Range Rover L322 maintenance guideThe L322 rewards owners who stay ahead of maintenance and punishes those who defer it. This guide covers the routine jobs worth keeping on top of and a sensible rhythm for doing them — the things that keep a good L322 reliable and stop small issues becoming expensive ones. The golden rule: on an L322, preventive maintenance is always cheaper
than repair. The big bills — gearbox, cooling, air suspension — are usually the result
of skipped servicing, not bad luck. Spend a little, regularly, and you avoid spending a lot, suddenly.
The right approachThink of L322 ownership as staying ahead of a known list rather than waiting for things to break. The faults are well documented (see common problems), which means most are predictable and preventable. A car with a thick folder of routine receipts is worth far more, and costs far less to run, than one that's been left to chance.
SAFETY FIRST
The notes below are an overview of what the jobs involve, to help you plan and understand them —
not step-by-step workshop instructions. For any actual work, follow a proper workshop manual, use the
correct tools and ramps/stands, and leave anything involving brakes, the gearbox or high-pressure air
systems to a competent mechanic if you're not sure. When in doubt, use a specialist.
A sensible service scheduleManufacturer intervals are a starting point, but many L322 owners service more often than the book to protect the car. A pragmatic rhythm:
ESTIMATE / GENERAL GUIDANCE Intervals are general guidance — always check the correct schedule and fluid specifications for your specific engine and model year. See servicing. Battery & electricsThe single most underrated maintenance item on an L322. A weak battery doesn't just fail to start the car — it destabilises the whole electrical network and triggers a cascade of unrelated fault codes and warning lights. Keeping the battery healthy prevents an astonishing number of "faults".
Fluids & filtersClean fluids are the cheapest insurance on the car.
Cooling systemOverheating is one of the quickest ways to turn an L322 into a big bill, so the cooling system earns attention. Keep the coolant fresh and the right type, check for weeping hoses and a healthy radiator, and watch temperatures. On the 3.6 TDV8 in particular, the plastic coolant pipe in the engine valley is a known weak point — many owners replace it with an uprated metal one as preventive work before it fails. See preventive upgrades. Air suspension careThe air suspension is reliable when looked after and troublesome when neglected. The key maintenance mindset is to fix small leaks early: a slightly weeping air spring makes the compressor work harder, and an overworked compressor eventually fails — turning a cheap fix into a dearer one. Watch for the car sitting unevenly, dropping overnight, or being slow to raise, and address it before it cascades. Brakes & tyresHeavy cars are hard on both, so treat them as regular wear items rather than faults.
Seasonal checks
DIY vs specialistPlenty of L322 maintenance is within reach of a confident home mechanic, and doing the simple jobs yourself saves real money and builds familiarity with the car.
A Land-Rover-literate diagnostic tool is the best single purchase for a hands-on owner — it turns mystery warning lights into specific, often cheap, fixes. In short: stay ahead of a known list, keep the battery and fluids in good
order, fix small suspension and cooling issues before they grow, and the L322 is a dependable car.
Defer maintenance and it will find expensive ways to remind you.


**What you have to do**: The lines to copy are those holding the string "JSON" in the entries below.

+++ Source data

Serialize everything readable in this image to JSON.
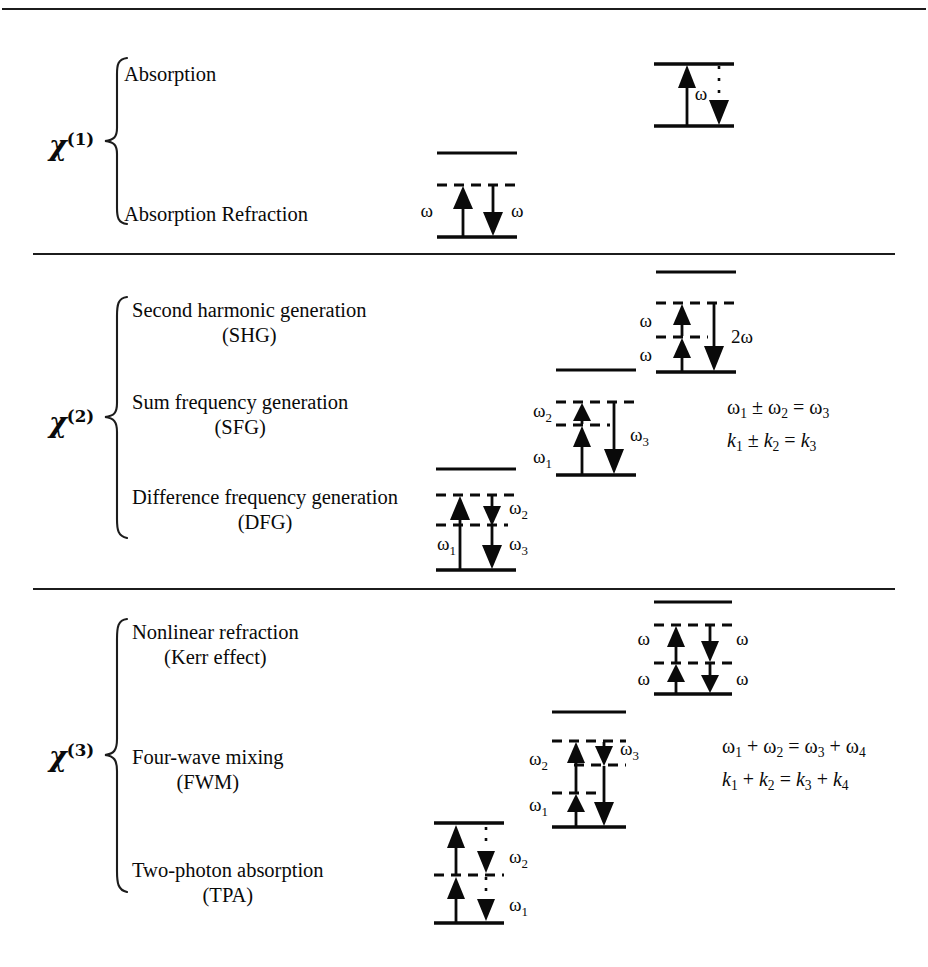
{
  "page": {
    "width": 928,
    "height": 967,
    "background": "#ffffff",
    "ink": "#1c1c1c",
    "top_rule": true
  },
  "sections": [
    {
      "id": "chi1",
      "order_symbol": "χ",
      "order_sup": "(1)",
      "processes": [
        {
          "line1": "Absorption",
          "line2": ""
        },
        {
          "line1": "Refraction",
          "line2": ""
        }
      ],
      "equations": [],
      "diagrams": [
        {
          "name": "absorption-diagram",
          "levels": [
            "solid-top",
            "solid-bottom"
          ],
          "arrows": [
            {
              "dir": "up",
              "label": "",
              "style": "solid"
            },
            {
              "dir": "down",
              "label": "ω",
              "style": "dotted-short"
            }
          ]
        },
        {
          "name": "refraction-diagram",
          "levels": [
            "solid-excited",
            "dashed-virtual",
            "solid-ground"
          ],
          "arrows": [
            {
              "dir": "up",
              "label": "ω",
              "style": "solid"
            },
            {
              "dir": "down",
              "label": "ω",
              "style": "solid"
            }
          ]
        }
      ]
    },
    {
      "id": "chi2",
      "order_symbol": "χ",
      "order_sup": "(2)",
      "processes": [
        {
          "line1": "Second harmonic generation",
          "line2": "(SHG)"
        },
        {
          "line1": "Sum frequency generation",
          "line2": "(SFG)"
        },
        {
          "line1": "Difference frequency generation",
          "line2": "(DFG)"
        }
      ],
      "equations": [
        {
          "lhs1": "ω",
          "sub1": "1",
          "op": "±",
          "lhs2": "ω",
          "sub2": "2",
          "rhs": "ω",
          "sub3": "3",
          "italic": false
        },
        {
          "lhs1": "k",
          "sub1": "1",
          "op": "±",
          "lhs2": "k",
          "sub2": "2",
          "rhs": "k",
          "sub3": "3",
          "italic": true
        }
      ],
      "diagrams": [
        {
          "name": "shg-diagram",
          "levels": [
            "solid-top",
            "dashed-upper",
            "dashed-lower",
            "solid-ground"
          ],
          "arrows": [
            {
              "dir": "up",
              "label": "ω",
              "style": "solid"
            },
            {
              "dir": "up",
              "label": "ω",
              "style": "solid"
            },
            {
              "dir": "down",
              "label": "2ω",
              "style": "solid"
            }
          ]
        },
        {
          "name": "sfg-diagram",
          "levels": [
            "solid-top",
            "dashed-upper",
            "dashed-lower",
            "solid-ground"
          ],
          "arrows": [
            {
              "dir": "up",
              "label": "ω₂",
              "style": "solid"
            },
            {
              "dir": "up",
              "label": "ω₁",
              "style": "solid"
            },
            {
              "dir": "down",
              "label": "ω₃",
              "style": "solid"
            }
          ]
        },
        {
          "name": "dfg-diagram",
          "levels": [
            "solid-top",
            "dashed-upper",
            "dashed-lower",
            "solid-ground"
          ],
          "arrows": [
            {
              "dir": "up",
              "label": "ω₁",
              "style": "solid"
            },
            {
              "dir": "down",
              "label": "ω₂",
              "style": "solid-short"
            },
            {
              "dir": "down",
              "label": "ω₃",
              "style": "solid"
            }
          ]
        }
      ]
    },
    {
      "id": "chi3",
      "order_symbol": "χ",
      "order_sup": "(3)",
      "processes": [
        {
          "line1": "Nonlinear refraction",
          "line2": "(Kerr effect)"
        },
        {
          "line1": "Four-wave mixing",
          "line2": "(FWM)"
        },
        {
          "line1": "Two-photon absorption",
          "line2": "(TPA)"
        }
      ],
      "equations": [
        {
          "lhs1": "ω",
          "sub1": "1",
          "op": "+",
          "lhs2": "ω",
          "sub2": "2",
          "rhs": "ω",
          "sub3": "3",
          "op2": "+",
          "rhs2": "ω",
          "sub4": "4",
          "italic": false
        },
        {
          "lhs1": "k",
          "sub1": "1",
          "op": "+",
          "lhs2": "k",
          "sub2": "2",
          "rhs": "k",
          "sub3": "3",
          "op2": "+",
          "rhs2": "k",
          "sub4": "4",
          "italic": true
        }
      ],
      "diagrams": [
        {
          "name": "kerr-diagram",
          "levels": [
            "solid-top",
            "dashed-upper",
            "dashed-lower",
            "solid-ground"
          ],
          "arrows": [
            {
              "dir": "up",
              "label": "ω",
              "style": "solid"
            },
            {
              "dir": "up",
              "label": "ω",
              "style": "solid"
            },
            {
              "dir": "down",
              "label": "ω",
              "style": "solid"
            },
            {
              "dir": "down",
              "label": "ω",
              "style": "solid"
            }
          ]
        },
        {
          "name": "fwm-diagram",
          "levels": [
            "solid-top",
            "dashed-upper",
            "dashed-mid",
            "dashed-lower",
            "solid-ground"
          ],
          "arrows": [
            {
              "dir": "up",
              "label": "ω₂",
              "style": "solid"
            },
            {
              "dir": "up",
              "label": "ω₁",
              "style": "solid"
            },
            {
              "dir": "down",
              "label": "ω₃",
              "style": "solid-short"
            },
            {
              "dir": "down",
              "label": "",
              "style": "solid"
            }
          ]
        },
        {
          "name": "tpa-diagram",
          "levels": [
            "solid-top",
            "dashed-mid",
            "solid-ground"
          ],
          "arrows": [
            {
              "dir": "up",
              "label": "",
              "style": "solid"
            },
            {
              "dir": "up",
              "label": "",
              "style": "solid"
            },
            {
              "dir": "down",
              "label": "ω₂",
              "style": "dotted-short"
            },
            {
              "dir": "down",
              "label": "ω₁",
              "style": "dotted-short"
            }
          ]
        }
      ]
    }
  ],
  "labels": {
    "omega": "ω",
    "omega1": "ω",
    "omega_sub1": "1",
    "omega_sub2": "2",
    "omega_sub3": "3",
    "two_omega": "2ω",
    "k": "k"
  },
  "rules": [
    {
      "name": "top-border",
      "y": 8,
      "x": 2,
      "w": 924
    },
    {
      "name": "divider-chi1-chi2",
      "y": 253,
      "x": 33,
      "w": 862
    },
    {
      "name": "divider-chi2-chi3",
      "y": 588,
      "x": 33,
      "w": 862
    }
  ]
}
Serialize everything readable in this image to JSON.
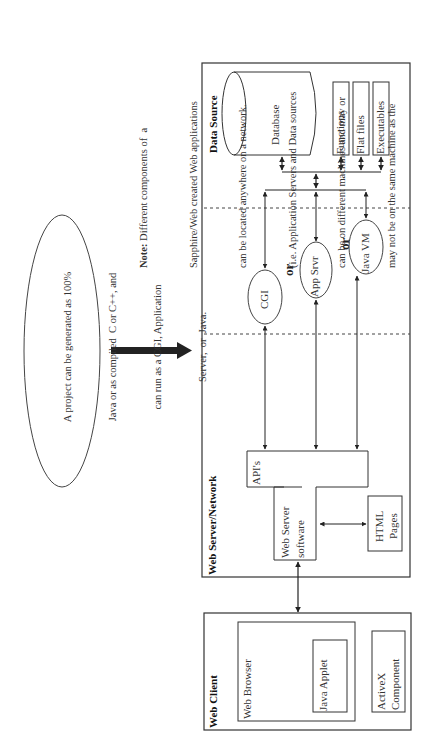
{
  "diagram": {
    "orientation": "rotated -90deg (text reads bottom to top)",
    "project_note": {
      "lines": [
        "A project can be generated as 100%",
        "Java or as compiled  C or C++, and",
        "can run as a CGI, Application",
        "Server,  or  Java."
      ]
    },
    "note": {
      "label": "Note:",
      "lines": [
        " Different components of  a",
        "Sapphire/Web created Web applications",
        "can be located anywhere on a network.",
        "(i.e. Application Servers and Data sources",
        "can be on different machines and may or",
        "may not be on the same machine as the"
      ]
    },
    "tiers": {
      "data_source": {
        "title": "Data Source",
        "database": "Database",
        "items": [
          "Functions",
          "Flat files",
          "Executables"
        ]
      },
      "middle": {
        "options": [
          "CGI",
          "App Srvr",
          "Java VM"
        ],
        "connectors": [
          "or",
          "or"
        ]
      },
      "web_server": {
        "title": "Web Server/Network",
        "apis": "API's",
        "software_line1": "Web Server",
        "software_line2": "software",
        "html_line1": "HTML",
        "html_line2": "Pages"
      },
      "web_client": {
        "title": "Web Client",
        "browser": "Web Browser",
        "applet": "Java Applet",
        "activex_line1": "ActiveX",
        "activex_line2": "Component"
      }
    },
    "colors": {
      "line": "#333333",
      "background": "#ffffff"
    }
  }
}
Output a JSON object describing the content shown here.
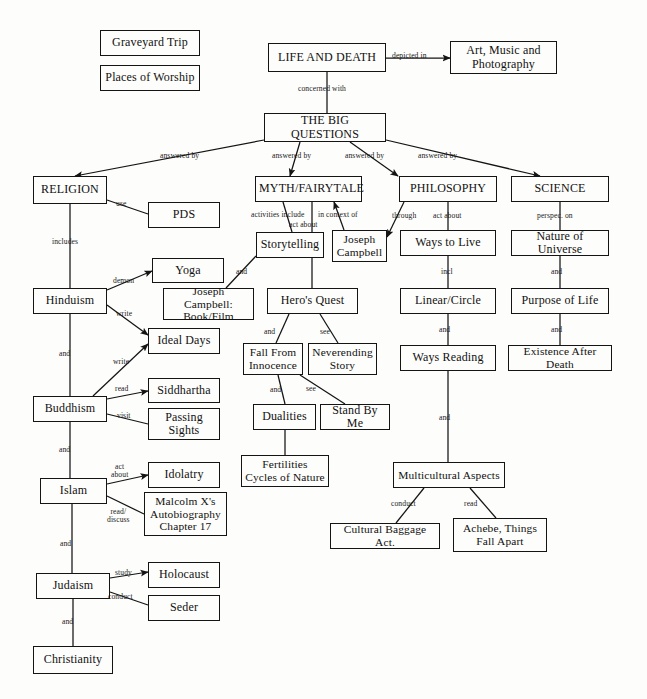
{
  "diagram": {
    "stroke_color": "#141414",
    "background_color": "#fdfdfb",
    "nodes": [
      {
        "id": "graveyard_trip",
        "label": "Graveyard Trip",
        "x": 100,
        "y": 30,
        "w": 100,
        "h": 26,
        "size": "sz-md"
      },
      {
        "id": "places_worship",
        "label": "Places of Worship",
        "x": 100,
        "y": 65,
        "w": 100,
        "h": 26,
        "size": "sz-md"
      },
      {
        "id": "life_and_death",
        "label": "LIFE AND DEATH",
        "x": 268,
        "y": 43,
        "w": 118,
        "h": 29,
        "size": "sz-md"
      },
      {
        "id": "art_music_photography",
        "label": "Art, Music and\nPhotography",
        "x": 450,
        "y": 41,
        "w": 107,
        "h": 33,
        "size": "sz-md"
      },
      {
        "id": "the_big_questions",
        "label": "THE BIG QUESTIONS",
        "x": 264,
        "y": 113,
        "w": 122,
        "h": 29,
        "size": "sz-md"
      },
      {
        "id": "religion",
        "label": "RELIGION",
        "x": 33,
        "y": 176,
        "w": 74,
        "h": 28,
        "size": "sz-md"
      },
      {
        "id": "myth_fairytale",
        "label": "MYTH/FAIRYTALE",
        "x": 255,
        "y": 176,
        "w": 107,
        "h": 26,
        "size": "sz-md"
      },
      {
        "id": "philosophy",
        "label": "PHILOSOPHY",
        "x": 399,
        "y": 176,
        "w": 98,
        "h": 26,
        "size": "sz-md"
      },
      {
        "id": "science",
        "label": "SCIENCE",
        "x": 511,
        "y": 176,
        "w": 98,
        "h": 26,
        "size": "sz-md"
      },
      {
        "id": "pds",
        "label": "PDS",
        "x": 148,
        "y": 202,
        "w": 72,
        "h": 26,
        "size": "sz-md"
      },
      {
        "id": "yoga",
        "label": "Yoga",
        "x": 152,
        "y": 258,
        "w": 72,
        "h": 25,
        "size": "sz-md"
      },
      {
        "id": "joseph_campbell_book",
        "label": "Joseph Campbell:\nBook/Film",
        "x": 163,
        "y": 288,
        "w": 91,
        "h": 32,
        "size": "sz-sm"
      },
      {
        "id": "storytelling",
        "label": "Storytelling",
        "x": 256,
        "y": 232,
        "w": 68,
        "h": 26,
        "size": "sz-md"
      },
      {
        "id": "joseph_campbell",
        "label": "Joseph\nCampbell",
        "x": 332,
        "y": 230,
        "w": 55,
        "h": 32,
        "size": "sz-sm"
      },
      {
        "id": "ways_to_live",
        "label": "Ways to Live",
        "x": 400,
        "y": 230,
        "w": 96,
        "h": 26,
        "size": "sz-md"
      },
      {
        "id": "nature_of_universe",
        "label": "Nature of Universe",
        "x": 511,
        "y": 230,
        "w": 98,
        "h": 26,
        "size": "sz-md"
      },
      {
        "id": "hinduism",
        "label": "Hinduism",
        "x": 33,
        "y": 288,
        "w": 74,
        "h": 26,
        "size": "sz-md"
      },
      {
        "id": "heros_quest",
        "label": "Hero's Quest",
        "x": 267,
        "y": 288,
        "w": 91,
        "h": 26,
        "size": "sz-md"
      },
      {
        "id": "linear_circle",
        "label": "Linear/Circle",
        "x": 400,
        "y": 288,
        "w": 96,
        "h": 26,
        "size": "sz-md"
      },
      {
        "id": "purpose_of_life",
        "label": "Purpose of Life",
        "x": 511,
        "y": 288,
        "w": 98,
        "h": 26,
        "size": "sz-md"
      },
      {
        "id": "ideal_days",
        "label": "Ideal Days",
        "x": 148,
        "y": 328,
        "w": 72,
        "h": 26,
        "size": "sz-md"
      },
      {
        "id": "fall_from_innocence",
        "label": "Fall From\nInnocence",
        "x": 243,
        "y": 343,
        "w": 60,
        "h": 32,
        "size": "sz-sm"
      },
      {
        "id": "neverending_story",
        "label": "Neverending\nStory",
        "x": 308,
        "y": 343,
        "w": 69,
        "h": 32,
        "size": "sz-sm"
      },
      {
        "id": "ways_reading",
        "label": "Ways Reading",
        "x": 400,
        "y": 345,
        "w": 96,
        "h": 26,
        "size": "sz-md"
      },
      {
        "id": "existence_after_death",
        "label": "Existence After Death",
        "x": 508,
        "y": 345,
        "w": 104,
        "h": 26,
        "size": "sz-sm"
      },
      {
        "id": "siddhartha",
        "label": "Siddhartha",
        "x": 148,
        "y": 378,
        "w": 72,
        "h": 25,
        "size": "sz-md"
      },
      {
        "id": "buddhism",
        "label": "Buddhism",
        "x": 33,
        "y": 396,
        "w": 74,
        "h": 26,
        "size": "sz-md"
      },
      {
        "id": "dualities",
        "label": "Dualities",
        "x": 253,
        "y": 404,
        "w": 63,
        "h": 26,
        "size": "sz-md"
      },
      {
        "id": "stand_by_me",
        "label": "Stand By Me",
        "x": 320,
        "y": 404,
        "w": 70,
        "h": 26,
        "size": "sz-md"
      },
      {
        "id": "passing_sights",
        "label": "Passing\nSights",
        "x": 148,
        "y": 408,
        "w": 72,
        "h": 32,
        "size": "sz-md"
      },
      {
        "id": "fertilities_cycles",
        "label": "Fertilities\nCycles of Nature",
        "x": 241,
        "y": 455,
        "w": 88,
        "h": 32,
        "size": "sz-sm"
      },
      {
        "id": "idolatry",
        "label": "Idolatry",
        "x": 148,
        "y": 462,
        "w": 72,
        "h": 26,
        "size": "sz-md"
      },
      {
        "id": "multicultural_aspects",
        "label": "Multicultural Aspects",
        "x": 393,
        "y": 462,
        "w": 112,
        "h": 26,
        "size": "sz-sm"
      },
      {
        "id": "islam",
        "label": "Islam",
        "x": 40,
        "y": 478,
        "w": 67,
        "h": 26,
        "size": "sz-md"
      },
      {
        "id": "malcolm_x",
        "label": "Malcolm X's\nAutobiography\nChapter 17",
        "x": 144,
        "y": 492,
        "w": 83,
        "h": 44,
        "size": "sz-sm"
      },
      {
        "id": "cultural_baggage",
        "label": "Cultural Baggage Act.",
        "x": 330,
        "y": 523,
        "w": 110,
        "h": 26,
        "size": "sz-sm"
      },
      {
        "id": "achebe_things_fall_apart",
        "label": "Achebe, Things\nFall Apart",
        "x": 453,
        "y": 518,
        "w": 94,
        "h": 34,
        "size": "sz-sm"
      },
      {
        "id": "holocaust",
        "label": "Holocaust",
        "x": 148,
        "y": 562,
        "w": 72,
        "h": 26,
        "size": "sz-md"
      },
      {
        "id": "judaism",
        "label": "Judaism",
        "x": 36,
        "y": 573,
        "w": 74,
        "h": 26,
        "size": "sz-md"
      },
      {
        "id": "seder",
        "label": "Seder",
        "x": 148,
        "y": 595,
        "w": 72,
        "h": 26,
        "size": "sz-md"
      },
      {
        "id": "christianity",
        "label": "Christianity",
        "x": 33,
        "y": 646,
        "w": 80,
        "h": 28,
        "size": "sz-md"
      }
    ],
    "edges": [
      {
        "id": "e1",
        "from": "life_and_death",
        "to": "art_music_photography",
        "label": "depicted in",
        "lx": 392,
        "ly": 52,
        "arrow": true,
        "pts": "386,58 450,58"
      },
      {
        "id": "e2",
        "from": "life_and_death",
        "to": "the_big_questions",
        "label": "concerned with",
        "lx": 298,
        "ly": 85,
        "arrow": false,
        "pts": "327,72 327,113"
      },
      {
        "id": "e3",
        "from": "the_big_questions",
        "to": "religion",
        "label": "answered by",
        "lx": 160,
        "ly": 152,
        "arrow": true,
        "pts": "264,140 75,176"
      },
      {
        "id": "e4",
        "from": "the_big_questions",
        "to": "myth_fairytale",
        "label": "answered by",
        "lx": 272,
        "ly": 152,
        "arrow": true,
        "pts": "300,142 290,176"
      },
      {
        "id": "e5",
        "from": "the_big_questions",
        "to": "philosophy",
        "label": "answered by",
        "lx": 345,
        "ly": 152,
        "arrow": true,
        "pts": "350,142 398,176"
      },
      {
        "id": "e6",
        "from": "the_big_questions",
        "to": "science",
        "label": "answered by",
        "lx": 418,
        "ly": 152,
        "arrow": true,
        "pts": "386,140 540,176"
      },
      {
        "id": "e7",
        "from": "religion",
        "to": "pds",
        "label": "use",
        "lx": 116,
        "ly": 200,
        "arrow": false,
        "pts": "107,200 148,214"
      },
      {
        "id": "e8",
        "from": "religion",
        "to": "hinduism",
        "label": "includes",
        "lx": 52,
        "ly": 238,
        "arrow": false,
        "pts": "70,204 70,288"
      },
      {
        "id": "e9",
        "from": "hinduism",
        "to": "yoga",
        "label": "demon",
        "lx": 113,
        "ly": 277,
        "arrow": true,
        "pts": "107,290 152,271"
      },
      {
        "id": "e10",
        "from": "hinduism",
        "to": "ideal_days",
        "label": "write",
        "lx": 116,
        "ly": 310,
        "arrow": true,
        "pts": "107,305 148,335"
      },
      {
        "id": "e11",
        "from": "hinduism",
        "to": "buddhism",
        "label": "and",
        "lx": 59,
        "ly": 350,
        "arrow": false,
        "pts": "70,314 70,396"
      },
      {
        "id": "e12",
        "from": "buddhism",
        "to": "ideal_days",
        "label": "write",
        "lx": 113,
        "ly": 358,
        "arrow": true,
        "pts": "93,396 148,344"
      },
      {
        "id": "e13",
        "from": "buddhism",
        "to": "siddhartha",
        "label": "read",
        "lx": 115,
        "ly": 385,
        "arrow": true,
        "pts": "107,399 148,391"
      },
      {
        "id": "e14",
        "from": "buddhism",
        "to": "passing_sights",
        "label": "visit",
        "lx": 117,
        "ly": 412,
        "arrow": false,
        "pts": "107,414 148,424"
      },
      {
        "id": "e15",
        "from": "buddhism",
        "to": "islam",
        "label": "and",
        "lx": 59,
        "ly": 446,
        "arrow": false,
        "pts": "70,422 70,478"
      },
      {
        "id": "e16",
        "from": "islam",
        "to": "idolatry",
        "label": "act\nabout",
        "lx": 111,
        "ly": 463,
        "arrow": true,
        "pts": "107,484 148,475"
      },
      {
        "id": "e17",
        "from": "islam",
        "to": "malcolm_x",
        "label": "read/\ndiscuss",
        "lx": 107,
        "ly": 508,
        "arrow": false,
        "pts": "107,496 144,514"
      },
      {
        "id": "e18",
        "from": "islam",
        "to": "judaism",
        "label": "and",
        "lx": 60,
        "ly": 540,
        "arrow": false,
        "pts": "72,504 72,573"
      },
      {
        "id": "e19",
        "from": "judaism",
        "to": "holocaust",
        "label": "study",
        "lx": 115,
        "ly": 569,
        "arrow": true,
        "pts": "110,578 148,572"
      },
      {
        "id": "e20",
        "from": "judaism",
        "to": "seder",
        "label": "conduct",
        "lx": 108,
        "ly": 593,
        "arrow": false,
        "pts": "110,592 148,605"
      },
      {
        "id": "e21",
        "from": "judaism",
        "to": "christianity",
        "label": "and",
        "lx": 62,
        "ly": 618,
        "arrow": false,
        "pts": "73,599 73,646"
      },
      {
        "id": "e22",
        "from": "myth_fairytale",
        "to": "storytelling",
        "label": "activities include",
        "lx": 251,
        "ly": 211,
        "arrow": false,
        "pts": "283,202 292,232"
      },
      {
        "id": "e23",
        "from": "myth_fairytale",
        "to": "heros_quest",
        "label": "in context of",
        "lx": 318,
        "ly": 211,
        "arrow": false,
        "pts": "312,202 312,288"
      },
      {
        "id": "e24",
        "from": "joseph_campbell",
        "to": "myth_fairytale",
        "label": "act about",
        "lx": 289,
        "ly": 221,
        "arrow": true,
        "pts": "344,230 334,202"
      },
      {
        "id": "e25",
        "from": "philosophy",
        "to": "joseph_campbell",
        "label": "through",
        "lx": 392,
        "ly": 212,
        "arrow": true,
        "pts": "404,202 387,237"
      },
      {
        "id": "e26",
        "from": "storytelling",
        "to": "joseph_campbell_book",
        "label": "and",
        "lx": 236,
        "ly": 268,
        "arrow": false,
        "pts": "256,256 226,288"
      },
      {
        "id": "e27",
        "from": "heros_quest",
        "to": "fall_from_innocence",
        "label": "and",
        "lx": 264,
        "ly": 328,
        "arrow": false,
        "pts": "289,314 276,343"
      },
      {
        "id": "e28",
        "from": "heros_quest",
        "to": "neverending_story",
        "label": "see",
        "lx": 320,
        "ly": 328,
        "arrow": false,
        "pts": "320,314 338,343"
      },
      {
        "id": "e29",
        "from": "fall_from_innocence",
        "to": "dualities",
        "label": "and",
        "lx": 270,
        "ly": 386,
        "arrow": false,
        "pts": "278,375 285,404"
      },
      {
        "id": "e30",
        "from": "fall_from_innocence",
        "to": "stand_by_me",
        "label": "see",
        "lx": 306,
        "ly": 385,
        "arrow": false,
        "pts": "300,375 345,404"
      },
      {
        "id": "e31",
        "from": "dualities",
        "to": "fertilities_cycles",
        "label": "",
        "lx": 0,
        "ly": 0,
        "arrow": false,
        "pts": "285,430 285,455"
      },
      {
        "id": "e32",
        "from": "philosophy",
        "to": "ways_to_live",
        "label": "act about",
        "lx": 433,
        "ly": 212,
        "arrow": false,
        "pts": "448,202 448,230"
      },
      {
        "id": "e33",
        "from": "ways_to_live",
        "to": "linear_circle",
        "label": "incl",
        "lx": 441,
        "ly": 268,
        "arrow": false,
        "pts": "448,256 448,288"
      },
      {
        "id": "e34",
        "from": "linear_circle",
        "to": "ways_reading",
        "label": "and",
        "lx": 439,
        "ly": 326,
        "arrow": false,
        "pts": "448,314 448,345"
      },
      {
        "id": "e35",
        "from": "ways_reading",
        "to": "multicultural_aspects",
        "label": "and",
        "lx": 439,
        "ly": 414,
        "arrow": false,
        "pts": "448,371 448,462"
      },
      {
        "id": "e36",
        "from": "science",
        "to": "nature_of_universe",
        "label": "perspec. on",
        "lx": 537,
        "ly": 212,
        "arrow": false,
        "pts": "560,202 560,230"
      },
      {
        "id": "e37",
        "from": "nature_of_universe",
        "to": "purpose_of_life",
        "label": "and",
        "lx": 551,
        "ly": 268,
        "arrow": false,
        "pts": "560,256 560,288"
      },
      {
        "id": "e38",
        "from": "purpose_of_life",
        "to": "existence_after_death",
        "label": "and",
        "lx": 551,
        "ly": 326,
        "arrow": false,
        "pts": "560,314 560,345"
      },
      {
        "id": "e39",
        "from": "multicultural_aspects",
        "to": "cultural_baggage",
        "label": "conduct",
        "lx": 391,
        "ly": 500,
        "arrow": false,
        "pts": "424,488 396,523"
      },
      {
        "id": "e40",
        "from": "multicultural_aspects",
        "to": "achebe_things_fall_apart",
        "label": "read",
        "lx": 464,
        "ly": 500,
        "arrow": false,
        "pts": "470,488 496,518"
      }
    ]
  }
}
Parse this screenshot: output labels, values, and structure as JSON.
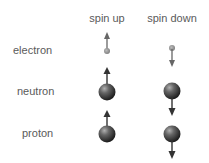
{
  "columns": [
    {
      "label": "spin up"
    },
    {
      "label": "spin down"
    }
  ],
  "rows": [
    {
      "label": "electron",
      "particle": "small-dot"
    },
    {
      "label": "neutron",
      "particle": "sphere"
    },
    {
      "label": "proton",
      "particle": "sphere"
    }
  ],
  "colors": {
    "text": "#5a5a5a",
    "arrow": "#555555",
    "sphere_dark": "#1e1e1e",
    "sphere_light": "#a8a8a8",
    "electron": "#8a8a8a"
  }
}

++++++

**Expected answer**:
Serialize everything readable in this image to JSON.
Serialize everything readable in this image to JSON.
Output a JSON object describing the content shown here.
Parse this screenshot: output labels, values, and structure as JSON.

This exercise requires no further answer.